Chisox shell K.C.

Greinke gives up four homers in loss

At right, White Sox manager Ozzie Guillen high-fives Orlando Cabrera after he scored. The Chisox defeated the Royals, 9-5, Tuesday in Chicago.

Kansas City's Joey Gathright watches Alexei Ramirez's sixth-inning solo home run go over the wall.

? Ozzie Guillen’s tirade two days ago must have made an impression. The White Sox’s offense perked up, and Chicago hit four homers Tuesday night to beat the Kansas City Royals, 9-5.

“I just think it’s one of those things,” said Nick Swisher, who’s been in a long slump but hit his fifth homer.

“Ozzie is one of those guys, he loves this team, he cares so much about this team that he wants us to do well. Hey, it might have been that nice kick in the pants we needed and we went out there tonight and did what we know we are capable of doing.”

Carlos Quentin, A.J. Pierzynski and Alexei Ramirez also homered against Royals starter Zack Greinke.

Guillen went on a rant Sunday after the White Sox lost their third straight against Tampa, scoring just four runs in the process. He called on general manager Ken Williams to make some changes or he would do so with the lineup.

Neither happened. Williams and Guillen met – Guillen said they cleared the air – and the manager did very little tinkering with his first-place team.

Guillen has been perturbed because the White Sox have had a chance to increase their lead in the AL Central with a key hit here or there. Instead, they were 5-for-35 with runners in scoring position in the four-game series against the Rays.

On Tuesday night they had the kind of at-bats he expects.

“We’re not going to play like that every day but that’s the expectation, the most we can,” Guillen said. “We got good talent. It’s a matter of putting it together. You look at the lineup and our lineup is strong. That’s why it surprises me we don’t do more damage.”

Gavin Floyd (6-3), allowed four runs – two earned – and six hits in seven innings, including Mark Teahen’s two-run homer in the seventh.

Pierzynski’s first homer since April 22, a two-run shot, capped a four-run second against Greinke (5-3) and put the White Sox ahead, 6-0.

Greinke allowed nine hits and eight earned runs in six innings. His ERA rose from 2.88 to 3.56.

“I’m better than that,” Greinke said. “I was bad the whole time. Up, nothing was sharp and every fly ball was a home run it seemed like. Especially this park, they always do good against me.”

Greinke is now 2-7 in his career against the White Sox, including 0-5 at U.S. Cellular Field.

Quentin hit his 15th homer after Pierzynski’s one-out single in the first. In the second, Joe Crede singled and Ramirez was credited with a double after Royals shortstop Tony Pena couldn’t come up with his grounder and the ball went into the outfield. Orlando Cabrera then bounced a two-run single up the middle before Pierzynski hit his fourth homer.

“It was nice to out and get on him early,” Pierzynski said. “We know we have guys who can hit, and we believe we are going to hit until the end of the year.”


What is needed:
Leave the pictures out and print, word for word, the lines below from the one with "The height and" through the final line.

▬▬▬▬▬▬

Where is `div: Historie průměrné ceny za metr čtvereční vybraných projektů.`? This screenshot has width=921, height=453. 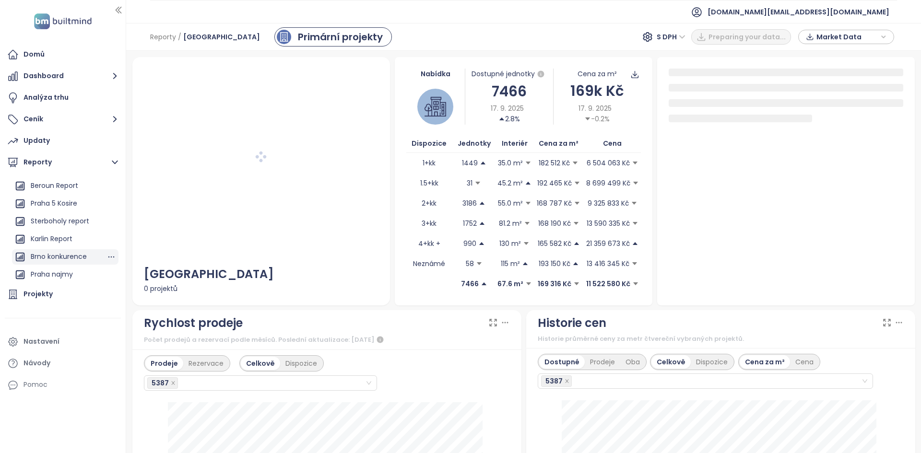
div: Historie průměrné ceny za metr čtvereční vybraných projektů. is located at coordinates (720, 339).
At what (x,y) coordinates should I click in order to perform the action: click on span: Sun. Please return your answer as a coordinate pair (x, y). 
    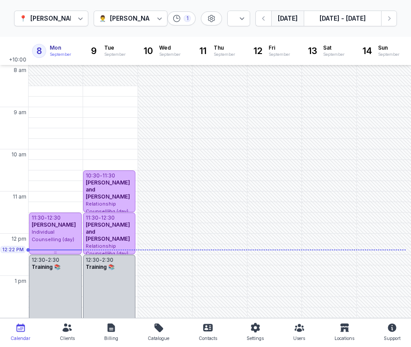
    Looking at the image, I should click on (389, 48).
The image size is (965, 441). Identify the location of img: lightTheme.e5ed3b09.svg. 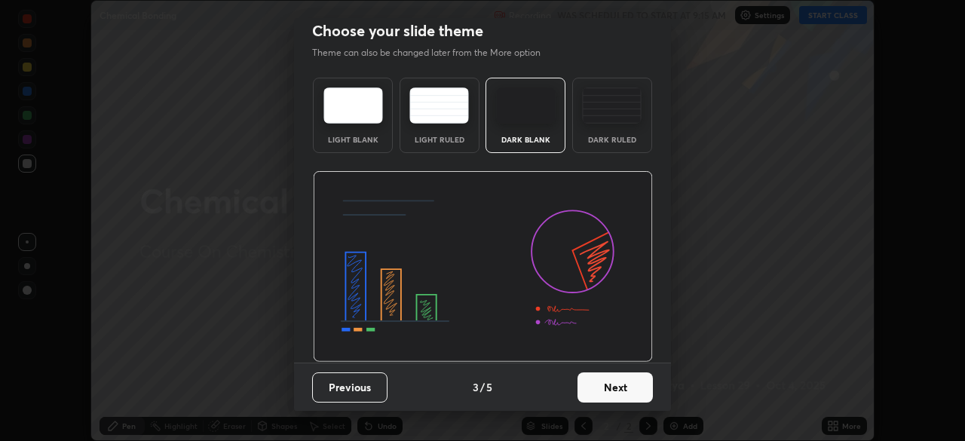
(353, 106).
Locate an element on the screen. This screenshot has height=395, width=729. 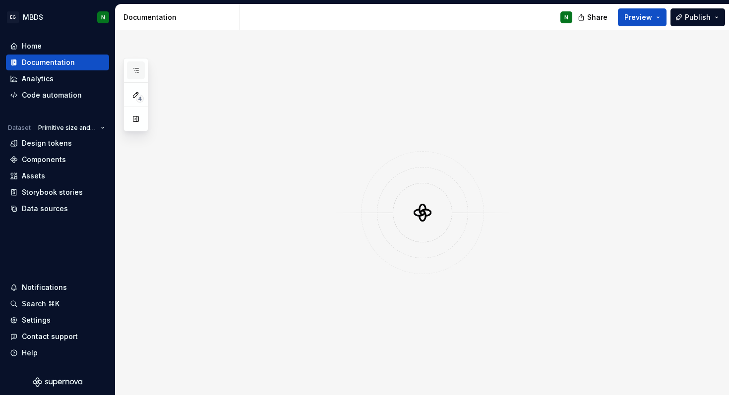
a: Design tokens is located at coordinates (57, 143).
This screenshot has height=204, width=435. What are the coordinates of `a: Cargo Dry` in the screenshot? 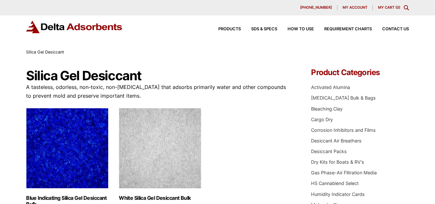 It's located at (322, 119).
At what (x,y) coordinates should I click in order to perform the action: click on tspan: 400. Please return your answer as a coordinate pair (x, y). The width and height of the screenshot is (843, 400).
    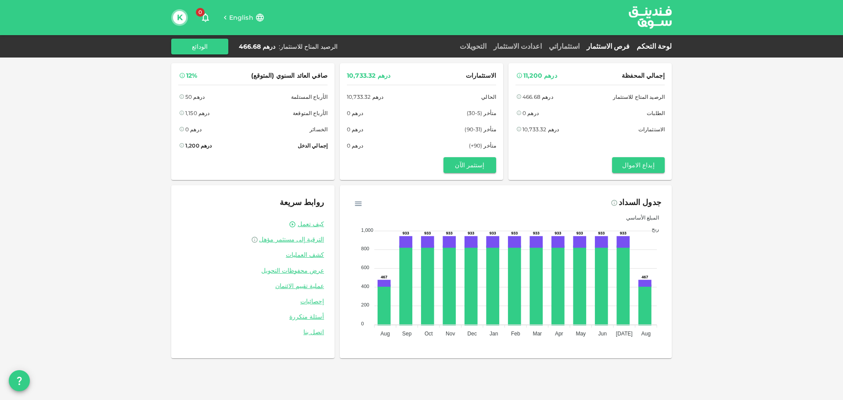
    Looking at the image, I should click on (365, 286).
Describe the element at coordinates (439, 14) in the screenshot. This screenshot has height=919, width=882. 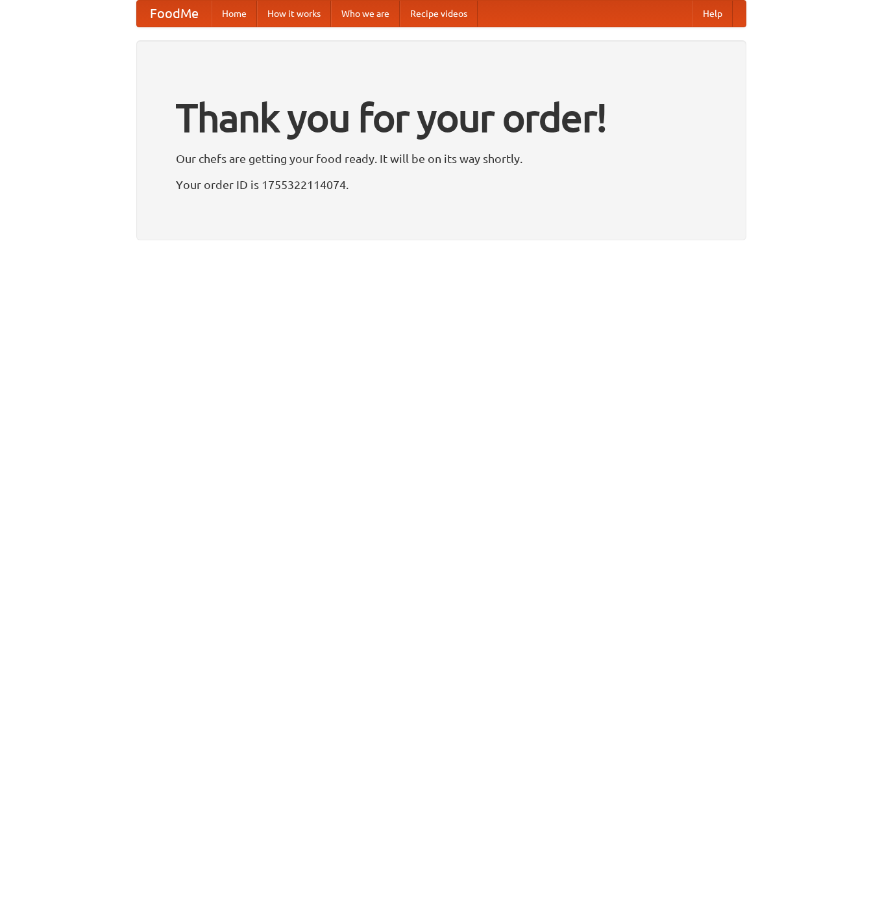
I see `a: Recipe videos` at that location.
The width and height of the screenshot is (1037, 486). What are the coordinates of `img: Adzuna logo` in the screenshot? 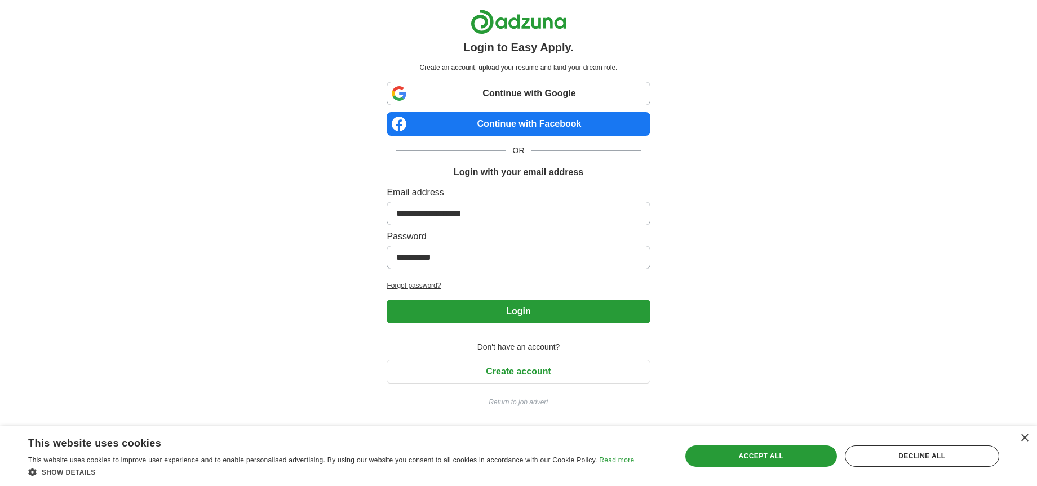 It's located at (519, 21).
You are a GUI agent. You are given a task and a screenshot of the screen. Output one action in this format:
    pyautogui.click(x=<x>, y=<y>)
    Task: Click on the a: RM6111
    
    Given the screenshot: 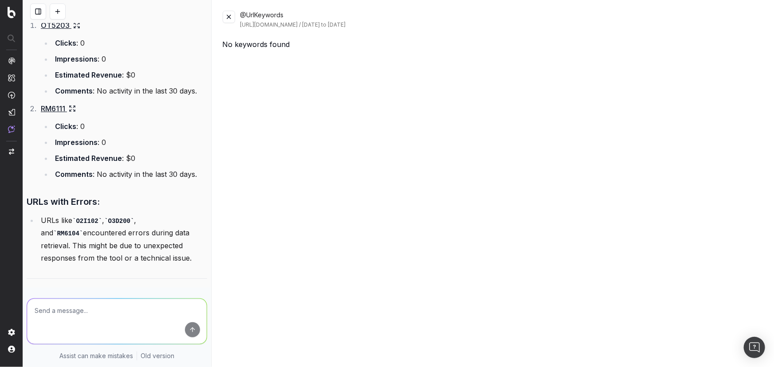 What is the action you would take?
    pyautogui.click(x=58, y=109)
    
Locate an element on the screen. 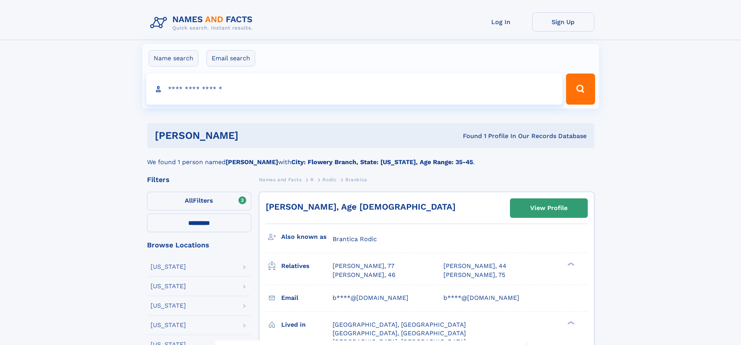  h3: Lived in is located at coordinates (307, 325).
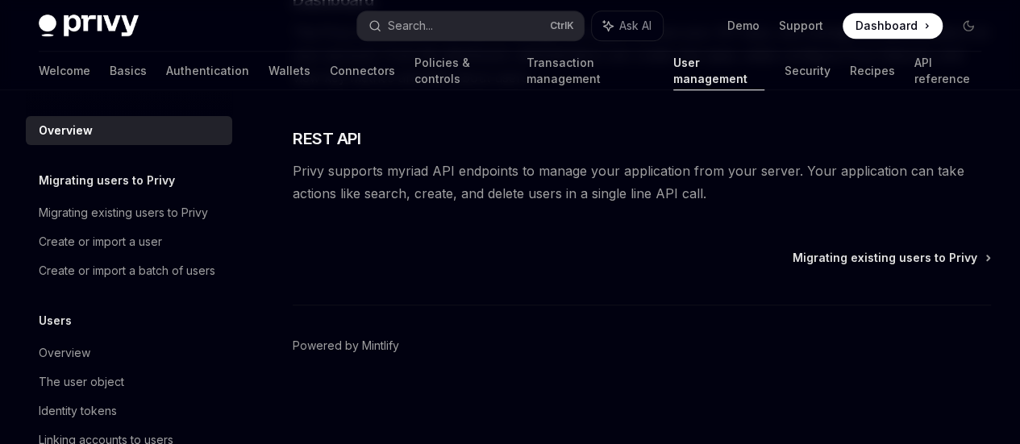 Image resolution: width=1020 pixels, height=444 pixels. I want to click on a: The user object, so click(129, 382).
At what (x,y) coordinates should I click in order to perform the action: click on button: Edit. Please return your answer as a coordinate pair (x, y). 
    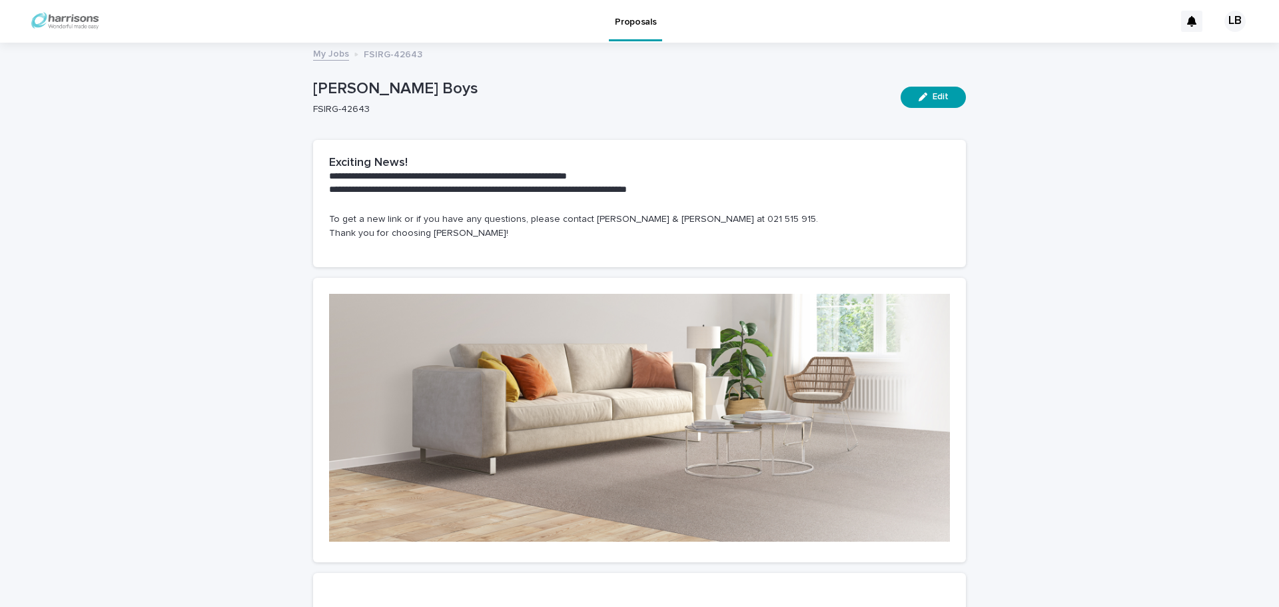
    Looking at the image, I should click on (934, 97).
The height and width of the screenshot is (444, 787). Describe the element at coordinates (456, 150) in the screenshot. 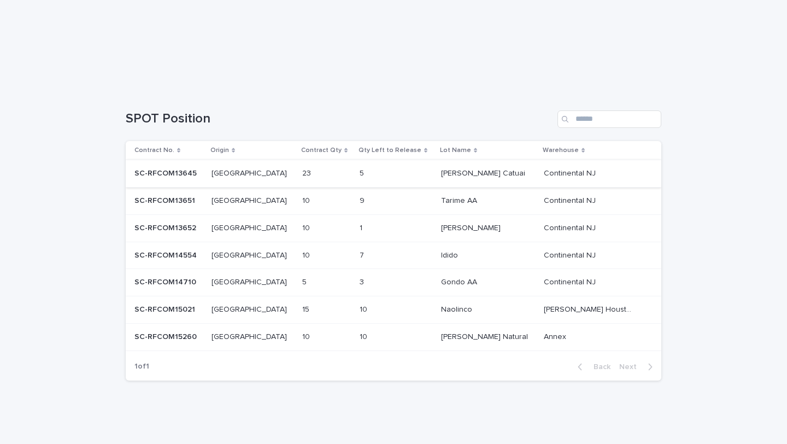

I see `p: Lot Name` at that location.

▬▬▬▬▬▬

Exercise result:
The height and width of the screenshot is (444, 787). Describe the element at coordinates (456, 150) in the screenshot. 

I see `p: Lot Name` at that location.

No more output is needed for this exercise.